Plastic reduction alone Isn’t enough
Reducing unnecessary plastic use is an important goal, but it is only one piece of the puzzle.
Even if companies eliminate excess packaging and consumers choose reusable products whenever possible, millions of tonnes of plastic will continue to be used in healthcare, food systems, transportation, and other essential industries.
That’s why we also need systems that keep valuable materials in circulation instead of allowing them to become pollution.
This includes:
- Designing products that use less material and are easier to recycle.
- Expanding collection and recycling infrastructure.
- Investing in technologies that recover difficult-to-recycle plastics.
- Supporting the people and communities who collect recyclable materials.
- Encouraging consumers to dispose of waste responsibly.
Together, these efforts move us closer to a circular economy, where materials are used for as long as possible rather than becoming waste after a single use.
The role of extended producer responsibility
Governments around the world are increasingly adopting Extended Producer Responsibility (EPR) policies to help address plastic pollution.
EPR requires producers to take greater responsibility for the packaging they place on the market.

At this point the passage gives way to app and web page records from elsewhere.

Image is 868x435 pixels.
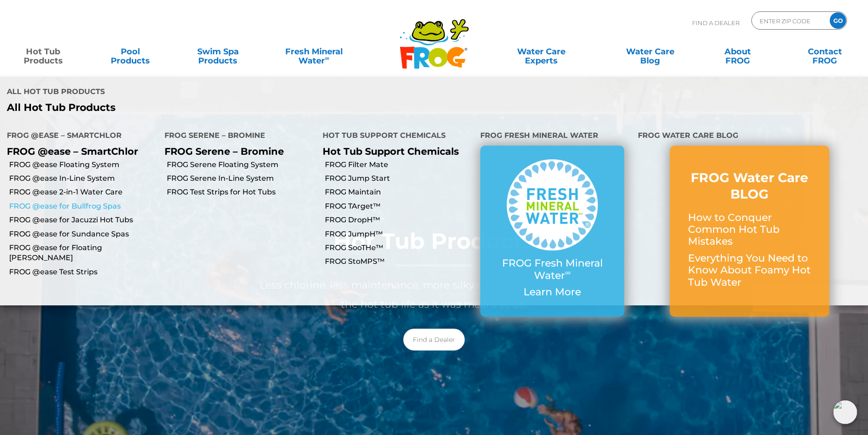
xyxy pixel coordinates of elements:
sup: ∞ [565,268,571,277]
a: FROG @ease for Sundance Spas [9,229,158,239]
a: FROG StoMPS™ [325,257,474,266]
a: Swim SpaProducts [184,42,252,60]
a: Fresh MineralWater∞ [271,42,357,60]
sup: ∞ [325,55,330,62]
a: Find a Dealer [403,328,465,350]
a: Hot TubProducts [9,42,77,60]
a: FROG SooTHe™ [325,243,474,253]
a: FROG @ease for Jacuzzi Hot Tubs [9,215,158,225]
p: Find A Dealer [692,11,740,34]
img: openIcon [834,400,857,424]
a: FROG JumpH™ [325,229,474,239]
p: Learn More [498,286,607,298]
h4: Hot Tub Support Chemicals [322,127,467,146]
a: FROG DropH™ [325,215,474,225]
a: FROG @ease Test Strips [9,267,158,277]
a: Water CareExperts [486,42,597,60]
h4: FROG @ease – SmartChlor [7,127,151,146]
h4: FROG Fresh Mineral Water [480,127,625,146]
a: FROG @ease for Floating [PERSON_NAME] [9,243,158,263]
a: FROG @ease for Bullfrog Spas [9,201,158,211]
input: Zip Code Form [759,14,821,28]
a: Hot Tub Support Chemicals [322,146,459,157]
a: FROG @ease In-Line System [9,174,158,183]
a: FROG Serene In-Line System [167,174,315,183]
a: FROG Fresh Mineral Water∞ Learn More [498,159,607,302]
a: FROG @ease Floating System [9,160,158,169]
a: FROG Maintain [325,187,474,197]
a: ContactFROG [791,42,859,60]
input: GO [830,12,847,29]
p: FROG @ease – SmartChlor [7,146,151,157]
a: FROG @ease 2-in-1 Water Care [9,187,158,197]
a: FROG Serene Floating System [167,160,315,169]
a: FROG TArget™ [325,201,474,211]
h4: FROG Water Care Blog [638,127,861,146]
a: AboutFROG [704,42,772,60]
a: FROG Filter Mate [325,160,474,169]
a: Water CareBlog [616,42,684,60]
a: All Hot Tub Products [7,102,427,113]
p: Everything You Need to Know About Foamy Hot Tub Water [688,253,811,288]
p: FROG Fresh Mineral Water [498,257,607,281]
h4: FROG Serene – Bromine [164,127,309,146]
p: FROG Serene – Bromine [164,146,309,157]
h4: All Hot Tub Products [7,83,427,102]
a: FROG Water Care BLOG How to Conquer Common Hot Tub Mistakes Everything You Need to Know About Foa... [688,169,811,292]
a: FROG Test Strips for Hot Tubs [167,187,315,197]
a: FROG Jump Start [325,174,474,183]
a: PoolProducts [97,42,164,60]
h3: FROG Water Care BLOG [688,169,811,203]
p: How to Conquer Common Hot Tub Mistakes [688,212,811,248]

Depending on the country, this may include funding collection systems, supporting recycling programmes, redesigning packaging, or meeting recovery targets.
Rather than placing the burden solely on consumers or local governments, EPR recognises that businesses also have a role to play in managing the full life cycle of their products.

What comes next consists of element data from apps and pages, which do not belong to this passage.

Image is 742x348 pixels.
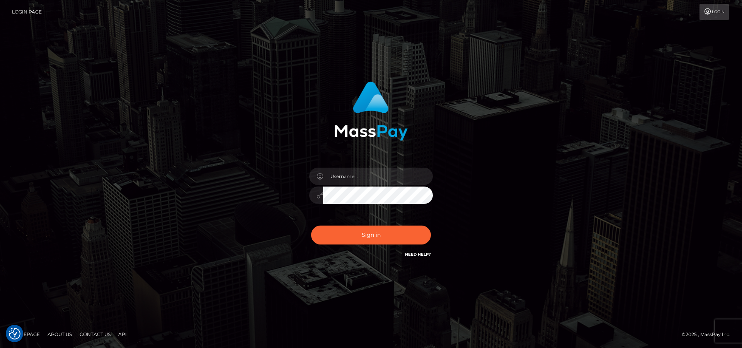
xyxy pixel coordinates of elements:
[115,329,130,341] a: API
[12,4,42,20] a: Login Page
[311,226,431,245] button: Sign in
[335,82,408,141] img: MassPay Login
[44,329,75,341] a: About Us
[405,252,431,257] a: Need Help?
[9,328,20,340] img: Revisit consent button
[77,329,114,341] a: Contact Us
[323,168,433,185] input: Username...
[700,4,729,20] a: Login
[9,329,43,341] a: Homepage
[682,331,737,339] div: © 2025 , MassPay Inc.
[9,328,20,340] button: Consent Preferences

When implemented effectively, EPR can encourage innovation, improve recycling rates, and create stronger markets for recycled materials.

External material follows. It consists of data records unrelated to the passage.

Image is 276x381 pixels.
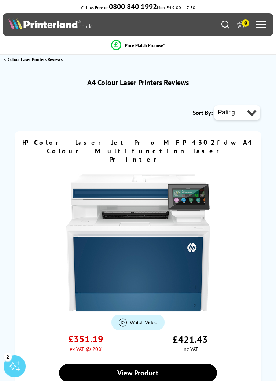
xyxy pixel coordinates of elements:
[66,171,210,314] img: HP Color LaserJet Pro MFP 4302fdw A4 Colour Multifunction Laser Printer
[68,333,103,345] span: £351.19
[130,319,157,325] span: Watch Video
[109,2,157,11] b: 0800 840 1992
[70,345,102,352] span: ex VAT @ 20%
[125,42,165,48] span: Price Match Promise*
[8,18,92,30] img: Printerland Logo
[242,19,249,27] span: 0
[138,345,242,352] span: inc VAT
[8,55,64,63] a: Colour Laser Printers Reviews
[8,18,138,31] a: Printerland Logo
[22,138,254,163] a: HP Color LaserJet Pro MFP 4302fdw A4 Colour Multifunction Laser Printer
[237,21,245,29] a: 0
[8,78,268,87] h1: A4 Colour Laser Printers Reviews
[111,314,165,330] button: Product_Video
[221,21,229,29] a: Search
[8,55,63,63] span: Colour Laser Printers Reviews
[172,333,208,345] span: £421.43
[4,39,272,52] li: modal_Promise
[4,352,12,360] div: 2
[109,5,157,10] a: 0800 840 1992
[193,109,212,116] span: Sort By:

However, success depends on collaboration. Governments, businesses, waste management providers, communities, and consumers all have important roles in building systems that work.
The future isn’t plastic-free. It’s smarter.
The future of plastic will likely look very different from today.
Around the world, businesses are developing packaging that uses less material, incorporates recycled content, or is designed for reuse. Refill systems are expanding in some sectors, while new technologies are improving the recovery of difficult-to-recycle plastics.
At the same time, digital tools are helping companies track materials more accurately and demonstrate progress toward their sustainability goals.
These innovations are encouraging, but they are most effective when combined with stronger collection systems and greater public participation.
Plastic itself is a valuable resource. The real challenge is preventing it from becoming waste.
A better question for the future
So, can we live without plastic?
For now, the answer is probably not.
Plastic continues to protect patients in hospitals, reduce food waste, improve transportation efficiency, and support renewable energy technologies. In many of these applications, replacing plastic today would be difficult or could even create greater environmental impacts.
But that doesn’t mean we should accept plastic pollution as inevitable.
The greatest opportunity lies in reducing unnecessary plastic use, designing better products, improving collection and recycling systems, and ensuring that producers take responsibility for the materials they introduce into the market.
Every piece of plastic that stays in circulation is one less piece that can end up in rivers, coastlines, and communities.
Creating that future requires action from everyone. Consumers can make thoughtful purchasing decisions. Businesses can rethink packaging and invest in circular solutions. Governments can strengthen policies that encourage responsible production and recovery.
At Plastic Bank, we believe the goal isn’t to eliminate every piece of plastic. It’s to stop plastic from becoming pollution by creating collection systems that value discarded plastic, support communities, and keep materials in circulation. Because when plastic has value, it doesn’t belong in nature.
That’s a future worth working towards.